When my homebrew campaigns were at their best, the players were well invested in their PCs and the setting. In particular, they cared about the recurring NPCs they met and they had a sense of where their home was.

Part of that came from having the time to interact with those NPCs, and adventures which the NPCs cared about as well as the PCs.

I've written before on how I really enjoyed the initial settings of both Age of Worms and Savage Tide - Diamond Lake and Sassarine are both great home bases. However, the promise that those settings gave was lost with adventures that took the PCs away from their home bases for too long. For AoW, you get the first adventure set around the town (and the Whispering Cairn), then you reach Three Faces of Evil and... oops... you're trapped in the mine for the duration of the adventure. In Savage Tide, off you go to nearby islands for the first adventures, and soon enough, you're on a boat to the Isle of Dread and you never see Sassarine again!

Why did we have all this background for these home bases when we weren't going to use them?

Both Keep on the Shadowfell and Thunderspire Labyrinth have strong home bases. Keep is exceptional in that it pays some attention to the changing reactions of townsfolk to the PCs as they go on their initial adventures. I feel it could do more once they hit the Keep, but for the duration of the adventure, the PCs are trotting back between the Keep and the town, and so it remains relevant (and there are also several NPCs worth interacting with).

Thunderspire has the potential to be a lot better than it was when I ran it; structurally, it's nicely set out and the PCs are going back and forth from the setting and the adventure sites. The NPCs in the home base also do care (somewhat) about what the PCs are doing and are happy to set their own quests. What it lacked, at least for me, were good sympathetic NPCs to engage the PCs.

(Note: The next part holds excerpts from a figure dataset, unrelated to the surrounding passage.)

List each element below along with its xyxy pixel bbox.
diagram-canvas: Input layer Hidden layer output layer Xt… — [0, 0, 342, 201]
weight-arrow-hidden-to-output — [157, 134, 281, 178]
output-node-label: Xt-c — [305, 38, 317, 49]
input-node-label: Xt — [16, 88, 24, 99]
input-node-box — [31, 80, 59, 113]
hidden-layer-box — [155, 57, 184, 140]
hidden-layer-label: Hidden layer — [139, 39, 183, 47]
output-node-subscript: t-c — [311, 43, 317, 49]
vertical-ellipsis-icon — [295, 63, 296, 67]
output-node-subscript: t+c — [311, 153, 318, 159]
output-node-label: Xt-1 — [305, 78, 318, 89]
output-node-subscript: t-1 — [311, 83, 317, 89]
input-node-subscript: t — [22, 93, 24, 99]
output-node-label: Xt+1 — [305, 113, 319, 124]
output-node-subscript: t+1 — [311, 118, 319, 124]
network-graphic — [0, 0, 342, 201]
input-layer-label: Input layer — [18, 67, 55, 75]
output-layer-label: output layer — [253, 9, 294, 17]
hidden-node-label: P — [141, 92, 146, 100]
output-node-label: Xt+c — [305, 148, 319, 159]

The Hall ended up being a place they went back between adventures to rest, not to catch up with friends - which is quite different to how Winterhaven worked in Keep, where the players liked several of the NPCs and built good relationships with them.

That aspect, of getting the players to care about the NPCs of the game world, can't be overemphasized in my opinion. We're happy to write heroic adventures where the PCs save the world, but all of this works so much better when the players care about the world they're saving! :)

This brings me to Pyramid of Shadows and some of the reasons I've been having so many problems with it.

The initial premise of Pyramid is actually quite good: it's the prison of a Tiefling ruler who came afoul of the drawbacks in pacts with fiends. At one time he ruled the area the PCs have been adventuring through in the previous two adventures, so this adventure should give them lots of insight into the past history of the 4E D&D setting!

Sadly, no.

Pyramid of Shadows displays one of the great weaknesses of the published 4e adventures and, no, I'm not talking about NPCs (which haven't been that bad). What I'm talking is about is providing an exploration component to the adventure and the ability to discover things.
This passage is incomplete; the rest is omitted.